The Golden Buddha 

as told by Alan Cohen

Many years ago in Thailand there was a temple called the Temple of the Golden Buddha. In it was a huge statue of a golden buddha.

One day word came to the village where the monastery was, that an army from a neighboring country was about to invade. And the monks and the villagers came up with a brilliant scheme to cover the golden buddha, which was quite large, with mud and concrete so that it looked basically like a stone buddha, and the army would perceive no value in it.

And sure enough this army rolled in with its caissons and weapone and as they passed by the monastery, they saw nothing but a big stone buddha and they had no reason to plunder it.

Years went by and the army continued to occupy the village until there was a time when no one in the monastery, or the village remembered that the buddha was golden.

Then one day a young monk was sitting on the buddha’s knee meditating. As he got up, a little piece of concrete happened to crack off and he saw something shiny. He realized there was gold under there so he ran to his fellow monks and cried, “The buddha’s golden! The buddha’s golden!” They all came out and realized he was telling the truth, and they took their picks and hammers and eventually they unearthed the golden buddha.

Now what’s the metaphor here? The metaphor is that each of us is golden by nature. We were born golden. We were born high; we were born knowing and we were born connected to our bliss. We were born knowing truth and we were born knowing everything every great spiritual master has ever said. We were one with the Christ, with the Buddha and with everyone.

But then we went to school and they said, “you have to dress like this,” and “this is what boys do, and this is what girls do; this is what black people dfo, this is what white people do.” And on and on and on.

And so we developed a casing of stone over the buddha to a point where at a young age; maybe four, five, six or seven, we believed that we were the stone buddha, not the golden one.

And then something comes along that cracks our casing. Maybe it’s an injury, a divorce or a financial setback, a governmental change - something that really scares us and bugs us, and knocks off a piece of our armor. And only in that moment of the armor being knocked off, do you get to look inside and see the gold.

And let me tell you friend, that the moment you see that gold, the armor and concrete will never satisfy you again. And at that point you truly enter the true hero’s journey. And all you will want to do for the rest of your life is pick away the stones because the gold is so much more fun.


__Work request__: Give back the records below exactly, every one, with no pictures.

(Interface dataset entries)
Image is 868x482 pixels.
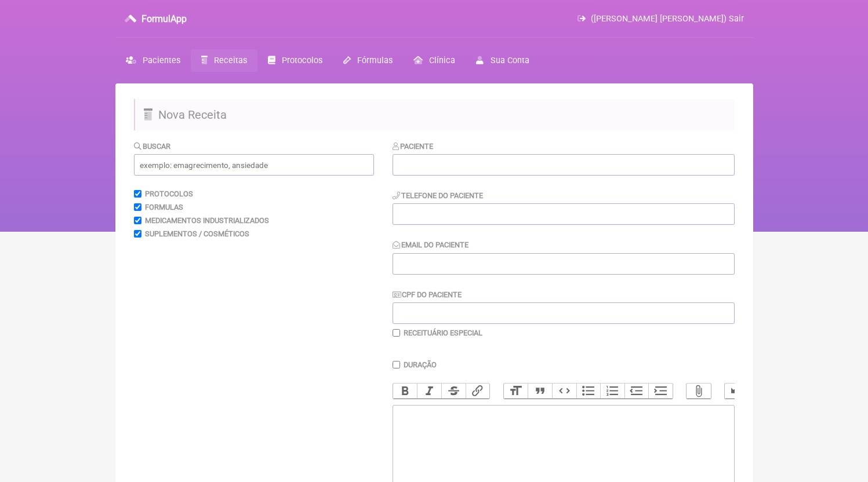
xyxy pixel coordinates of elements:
span: Fórmulas [357,55,392,65]
span: Protocolos [282,55,322,65]
h2: Nova Receita [134,99,734,130]
a: Protocolos [257,49,333,72]
label: CPF do Paciente [392,290,462,299]
label: Paciente [392,142,433,151]
label: Suplementos / Cosméticos [145,230,249,238]
button: Quote [527,384,552,399]
span: Sua Conta [490,55,529,65]
button: Numbers [600,384,625,399]
button: Code [552,384,576,399]
label: Receituário Especial [403,329,482,337]
button: Heading [504,384,528,399]
a: Sua Conta [465,49,539,72]
span: ([PERSON_NAME] [PERSON_NAME]) Sair [591,14,744,23]
span: Clínica [429,55,455,65]
a: Receitas [191,49,257,72]
button: Increase Level [648,384,672,399]
button: Strikethrough [441,384,465,399]
a: Fórmulas [333,49,403,72]
button: Undo [724,384,749,399]
button: Bold [393,384,417,399]
label: Email do Paciente [392,241,469,249]
label: Buscar [134,142,171,151]
button: Attach Files [687,384,711,399]
label: Protocolos [145,189,193,198]
a: Pacientes [116,49,191,72]
span: Receitas [214,55,247,65]
label: Telefone do Paciente [392,191,484,200]
h3: FormulApp [142,13,187,24]
button: Italic [417,384,441,399]
label: Medicamentos Industrializados [145,216,269,225]
span: Pacientes [142,55,180,65]
input: exemplo: emagrecimento, ansiedade [134,154,374,175]
a: Clínica [403,49,465,72]
button: Bullets [576,384,600,399]
button: Link [465,384,490,399]
label: Formulas [145,203,183,211]
button: Decrease Level [625,384,649,399]
label: Duração [403,360,437,369]
a: ([PERSON_NAME] [PERSON_NAME]) Sair [578,14,743,23]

__Response to the task__:
Image is 868x482 pixels.
xyxy pixel coordinates of elements:
span: Fórmulas [357,55,392,65]
span: Protocolos [282,55,322,65]
h2: Nova Receita [134,99,734,130]
a: Protocolos [257,49,333,72]
label: CPF do Paciente [392,290,462,299]
label: Paciente [392,142,433,151]
label: Suplementos / Cosméticos [145,230,249,238]
button: Quote [527,384,552,399]
span: Sua Conta [490,55,529,65]
button: Numbers [600,384,625,399]
button: Code [552,384,576,399]
label: Receituário Especial [403,329,482,337]
button: Heading [504,384,528,399]
a: Sua Conta [465,49,539,72]
span: ([PERSON_NAME] [PERSON_NAME]) Sair [591,14,744,23]
span: Clínica [429,55,455,65]
a: Receitas [191,49,257,72]
button: Increase Level [648,384,672,399]
button: Strikethrough [441,384,465,399]
a: Fórmulas [333,49,403,72]
button: Undo [724,384,749,399]
button: Bold [393,384,417,399]
label: Email do Paciente [392,241,469,249]
label: Buscar [134,142,171,151]
button: Attach Files [687,384,711,399]
label: Protocolos [145,189,193,198]
a: Pacientes [116,49,191,72]
span: Receitas [214,55,247,65]
label: Telefone do Paciente [392,191,484,200]
h3: FormulApp [142,13,187,24]
button: Italic [417,384,441,399]
label: Medicamentos Industrializados [145,216,269,225]
span: Pacientes [142,55,180,65]
input: exemplo: emagrecimento, ansiedade [134,154,374,175]
a: Clínica [403,49,465,72]
button: Bullets [576,384,600,399]
button: Link [465,384,490,399]
label: Formulas [145,203,183,211]
button: Decrease Level [625,384,649,399]
label: Duração [403,360,437,369]
a: ([PERSON_NAME] [PERSON_NAME]) Sair [578,14,743,23]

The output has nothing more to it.